The Pekingese 1900-1940

Excerpt from page 19 -

SHAKESPEARE has impressed upon us that to gild refined gold and to paint the lily is ridiculous; and I suppose that if any one, fifty years ago, had propounded the possibility of a breed of toy spaniels, superior to our English variety, to be found in, what were then, the terroe incognito of Pekin and Tokio, that person would have been pooh-poohed. And if he had further suggested that in the centre of the deserts of rainless Thibet, wandered and wagged their tails a third specimen of little toy dogs, with beauties and characteristics of their own, such as would be reckoned enviable from an English dog-fancier's point of view, that individual would have been laughed to scorn as a visionary dreamer with a touch of Baron Munchausen in him.

Well, fifty years carries us back to 1853, and I refer my readers to the remarkable group of illustrations I am able to give of a Pekingese spaniel, a Japanese spaniel, a Thibet spaniel, and a Lhassa terrier, and ask them, candidly and impartially, to say which group is more pleasing from a general observer's point of view - the English or the Asiatic toy spaniels? The latter existed, undreamt of in Europe, fifty years ago, and probably five hundred years ago, and possibly five thousand years ago; for things do not change in the Unchanging East, and the plough with the same plough and draw their water from the same wells and carry it in the same vessels as they did when we English were nasty, naked, woad-strained savages. And we have evidence that these types of dogs were the same in a that vague past as they are now. But whether developed or not, I do think this group I have referred you to bears marvelous testimony to the dog-fancying of Cathay, and the canine perfection illustrated should chasten our pride, who conceive we are the first and foremost doggy nation in the world. so far as the toy spaniel is concerned, accepting our product at our own valuation (which assuredly would be "refined gold" in the matter of lapdogs), the Golden East has gilded their prototypes in farthest Asia, and painted them in coats of many colours, superior in hues, shadings, variety, and cut to the dainty costumes of their English cousins.


Excerpt from page 22 -

The history of the Pekingese in America is rather more indefinite as to the earliest importations, but so far we have not been able to antedate anything prior to Mrs. Eva B. Guyer's obtaining one in 1898. This lady resides in Philadelphia and has always kept them since that time, getting more from the same relative who got her first one. We are aware that Pekingese can be bought in Philadelphia with pedigrees extending to 1875 and with them a history that takes them still farther back to a race of wild dogs with strange characteristics, but long muzzled and weak faces small dogs are not necessarily Pekingese dogs because the seller says they are. Of late years they have increased in encouraging numbers and there is every evidence that they will shortly become one of the favourite toy breeds. They possess a quaintness all their own and if only the English fanciers will not undertake to Anglicise them with idea of their own, which we are bound to copy, these oddities will be preserved. Our judges must also learn what is required and not follow the methods of one who has better acquaintance with terriers than with Pekingese and put back all that to the judicial mind were bad fronted, in other words penalize those that were best from a Pekingese point of view.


— REQUIREMENT —
Without skipping anything, print all of the data exactly.

━━━━━ DATA

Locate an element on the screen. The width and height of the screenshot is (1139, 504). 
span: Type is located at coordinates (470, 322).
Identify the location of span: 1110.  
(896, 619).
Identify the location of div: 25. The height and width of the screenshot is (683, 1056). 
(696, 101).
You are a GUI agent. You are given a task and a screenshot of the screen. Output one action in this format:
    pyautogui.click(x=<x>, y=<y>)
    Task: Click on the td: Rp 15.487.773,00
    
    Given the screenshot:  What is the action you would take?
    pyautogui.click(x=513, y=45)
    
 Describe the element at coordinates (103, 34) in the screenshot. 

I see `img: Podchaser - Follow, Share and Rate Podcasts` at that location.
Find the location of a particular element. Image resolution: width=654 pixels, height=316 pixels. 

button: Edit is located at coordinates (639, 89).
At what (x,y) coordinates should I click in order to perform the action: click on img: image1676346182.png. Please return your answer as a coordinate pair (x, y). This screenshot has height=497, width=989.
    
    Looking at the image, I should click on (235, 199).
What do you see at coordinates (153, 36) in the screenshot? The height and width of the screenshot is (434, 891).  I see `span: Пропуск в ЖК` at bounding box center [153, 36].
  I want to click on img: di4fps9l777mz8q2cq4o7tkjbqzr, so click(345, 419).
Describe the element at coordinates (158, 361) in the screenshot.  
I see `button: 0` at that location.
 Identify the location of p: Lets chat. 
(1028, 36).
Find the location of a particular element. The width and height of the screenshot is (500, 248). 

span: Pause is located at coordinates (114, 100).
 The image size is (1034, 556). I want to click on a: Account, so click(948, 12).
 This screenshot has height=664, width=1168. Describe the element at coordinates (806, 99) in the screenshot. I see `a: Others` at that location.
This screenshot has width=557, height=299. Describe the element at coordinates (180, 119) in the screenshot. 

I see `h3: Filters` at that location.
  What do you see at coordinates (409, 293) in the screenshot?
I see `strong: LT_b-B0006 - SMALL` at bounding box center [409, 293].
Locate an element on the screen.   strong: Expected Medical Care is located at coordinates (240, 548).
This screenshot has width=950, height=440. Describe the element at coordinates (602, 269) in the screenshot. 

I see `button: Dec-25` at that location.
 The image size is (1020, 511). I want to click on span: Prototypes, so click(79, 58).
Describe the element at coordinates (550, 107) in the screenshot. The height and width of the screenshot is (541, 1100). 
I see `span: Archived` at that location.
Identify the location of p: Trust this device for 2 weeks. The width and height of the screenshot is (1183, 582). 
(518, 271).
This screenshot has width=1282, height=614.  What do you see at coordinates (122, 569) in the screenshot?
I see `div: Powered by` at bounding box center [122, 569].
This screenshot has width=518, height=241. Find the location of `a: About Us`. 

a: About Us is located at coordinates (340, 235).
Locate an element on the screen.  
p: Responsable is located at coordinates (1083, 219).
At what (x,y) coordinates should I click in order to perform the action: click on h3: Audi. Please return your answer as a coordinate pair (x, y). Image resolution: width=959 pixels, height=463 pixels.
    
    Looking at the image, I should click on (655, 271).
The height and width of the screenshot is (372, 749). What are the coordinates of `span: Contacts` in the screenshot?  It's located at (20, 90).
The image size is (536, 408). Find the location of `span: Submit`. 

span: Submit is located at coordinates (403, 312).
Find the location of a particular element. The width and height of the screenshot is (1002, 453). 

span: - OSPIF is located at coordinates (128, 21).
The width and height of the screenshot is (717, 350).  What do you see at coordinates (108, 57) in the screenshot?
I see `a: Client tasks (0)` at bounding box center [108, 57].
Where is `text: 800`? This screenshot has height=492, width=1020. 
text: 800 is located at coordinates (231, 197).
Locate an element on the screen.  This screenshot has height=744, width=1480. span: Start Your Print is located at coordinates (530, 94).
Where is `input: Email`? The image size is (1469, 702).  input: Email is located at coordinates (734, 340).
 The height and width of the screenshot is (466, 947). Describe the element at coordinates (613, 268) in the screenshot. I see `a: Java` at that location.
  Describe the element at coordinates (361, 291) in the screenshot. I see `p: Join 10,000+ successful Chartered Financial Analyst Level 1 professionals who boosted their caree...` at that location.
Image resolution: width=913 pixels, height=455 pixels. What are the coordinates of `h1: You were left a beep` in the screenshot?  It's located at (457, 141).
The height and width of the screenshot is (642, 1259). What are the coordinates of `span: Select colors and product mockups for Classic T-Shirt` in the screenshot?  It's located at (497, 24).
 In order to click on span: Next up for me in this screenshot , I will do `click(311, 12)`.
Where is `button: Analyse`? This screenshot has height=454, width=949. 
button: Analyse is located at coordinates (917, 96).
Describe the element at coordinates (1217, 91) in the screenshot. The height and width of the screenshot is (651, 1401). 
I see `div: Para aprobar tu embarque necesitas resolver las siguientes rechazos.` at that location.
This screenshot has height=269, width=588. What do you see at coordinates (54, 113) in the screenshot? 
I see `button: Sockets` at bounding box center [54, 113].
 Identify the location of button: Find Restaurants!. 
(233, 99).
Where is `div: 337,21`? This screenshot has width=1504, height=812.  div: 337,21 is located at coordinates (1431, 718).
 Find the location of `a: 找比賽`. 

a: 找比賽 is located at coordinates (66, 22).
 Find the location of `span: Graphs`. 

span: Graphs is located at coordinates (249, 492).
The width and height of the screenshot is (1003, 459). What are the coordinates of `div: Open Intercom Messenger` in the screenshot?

━━━━━━━━━━

— TASK OUTPUT —
Locate an element on the screen. The width and height of the screenshot is (1139, 504). 
span: Type is located at coordinates (470, 322).
Identify the location of span: 1110.  
(896, 619).
Identify the location of div: 25. The height and width of the screenshot is (683, 1056). 
(696, 101).
You are a GUI agent. You are given a task and a screenshot of the screen. Output one action in this format:
    pyautogui.click(x=<x>, y=<y>)
    Task: Click on the td: Rp 15.487.773,00
    
    Given the screenshot:  What is the action you would take?
    pyautogui.click(x=513, y=45)
    
 Describe the element at coordinates (103, 34) in the screenshot. 

I see `img: Podchaser - Follow, Share and Rate Podcasts` at that location.
Find the location of a particular element. Image resolution: width=654 pixels, height=316 pixels. 

button: Edit is located at coordinates (639, 89).
At what (x,y) coordinates should I click in order to perform the action: click on img: image1676346182.png. Please return your answer as a coordinate pair (x, y). This screenshot has height=497, width=989.
    
    Looking at the image, I should click on (235, 199).
What do you see at coordinates (153, 36) in the screenshot? The height and width of the screenshot is (434, 891).  I see `span: Пропуск в ЖК` at bounding box center [153, 36].
  I want to click on img: di4fps9l777mz8q2cq4o7tkjbqzr, so click(345, 419).
Describe the element at coordinates (158, 361) in the screenshot.  
I see `button: 0` at that location.
 Identify the location of p: Lets chat. 
(1028, 36).
Find the location of a particular element. The width and height of the screenshot is (500, 248). 

span: Pause is located at coordinates (114, 100).
 The image size is (1034, 556). I want to click on a: Account, so click(948, 12).
 This screenshot has height=664, width=1168. Describe the element at coordinates (806, 99) in the screenshot. I see `a: Others` at that location.
This screenshot has width=557, height=299. Describe the element at coordinates (180, 119) in the screenshot. 

I see `h3: Filters` at that location.
  What do you see at coordinates (409, 293) in the screenshot?
I see `strong: LT_b-B0006 - SMALL` at bounding box center [409, 293].
Locate an element on the screen.   strong: Expected Medical Care is located at coordinates (240, 548).
This screenshot has width=950, height=440. Describe the element at coordinates (602, 269) in the screenshot. 

I see `button: Dec-25` at that location.
 The image size is (1020, 511). I want to click on span: Prototypes, so click(79, 58).
Describe the element at coordinates (550, 107) in the screenshot. The height and width of the screenshot is (541, 1100). 
I see `span: Archived` at that location.
Identify the location of p: Trust this device for 2 weeks. The width and height of the screenshot is (1183, 582). 
(518, 271).
This screenshot has width=1282, height=614.  What do you see at coordinates (122, 569) in the screenshot?
I see `div: Powered by` at bounding box center [122, 569].
This screenshot has width=518, height=241. Find the location of `a: About Us`. 

a: About Us is located at coordinates (340, 235).
Locate an element on the screen.  
p: Responsable is located at coordinates (1083, 219).
At what (x,y) coordinates should I click in order to perform the action: click on h3: Audi. Please return your answer as a coordinate pair (x, y). Image resolution: width=959 pixels, height=463 pixels.
    
    Looking at the image, I should click on (655, 271).
The height and width of the screenshot is (372, 749). What are the coordinates of `span: Contacts` in the screenshot?  It's located at (20, 90).
The image size is (536, 408). Find the location of `span: Submit`. 

span: Submit is located at coordinates (403, 312).
Find the location of a particular element. The width and height of the screenshot is (1002, 453). 

span: - OSPIF is located at coordinates (128, 21).
The width and height of the screenshot is (717, 350).  What do you see at coordinates (108, 57) in the screenshot?
I see `a: Client tasks (0)` at bounding box center [108, 57].
Where is `text: 800`? This screenshot has height=492, width=1020. 
text: 800 is located at coordinates (231, 197).
Locate an element on the screen.  This screenshot has height=744, width=1480. span: Start Your Print is located at coordinates (530, 94).
Where is `input: Email`? The image size is (1469, 702).  input: Email is located at coordinates (734, 340).
 The height and width of the screenshot is (466, 947). Describe the element at coordinates (613, 268) in the screenshot. I see `a: Java` at that location.
  Describe the element at coordinates (361, 291) in the screenshot. I see `p: Join 10,000+ successful Chartered Financial Analyst Level 1 professionals who boosted their caree...` at that location.
Image resolution: width=913 pixels, height=455 pixels. What are the coordinates of `h1: You were left a beep` in the screenshot?  It's located at (457, 141).
The height and width of the screenshot is (642, 1259). What are the coordinates of `span: Select colors and product mockups for Classic T-Shirt` in the screenshot?  It's located at (497, 24).
 In order to click on span: Next up for me in this screenshot , I will do `click(311, 12)`.
Where is `button: Analyse`? This screenshot has height=454, width=949. 
button: Analyse is located at coordinates (917, 96).
Describe the element at coordinates (1217, 91) in the screenshot. The height and width of the screenshot is (651, 1401). 
I see `div: Para aprobar tu embarque necesitas resolver las siguientes rechazos.` at that location.
This screenshot has height=269, width=588. What do you see at coordinates (54, 113) in the screenshot? 
I see `button: Sockets` at bounding box center [54, 113].
 Identify the location of button: Find Restaurants!. 
(233, 99).
Where is `div: 337,21`? This screenshot has width=1504, height=812.  div: 337,21 is located at coordinates (1431, 718).
 Find the location of `a: 找比賽`. 

a: 找比賽 is located at coordinates (66, 22).
 Find the location of `span: Graphs`. 

span: Graphs is located at coordinates (249, 492).
The width and height of the screenshot is (1003, 459). What are the coordinates of `div: Open Intercom Messenger` in the screenshot?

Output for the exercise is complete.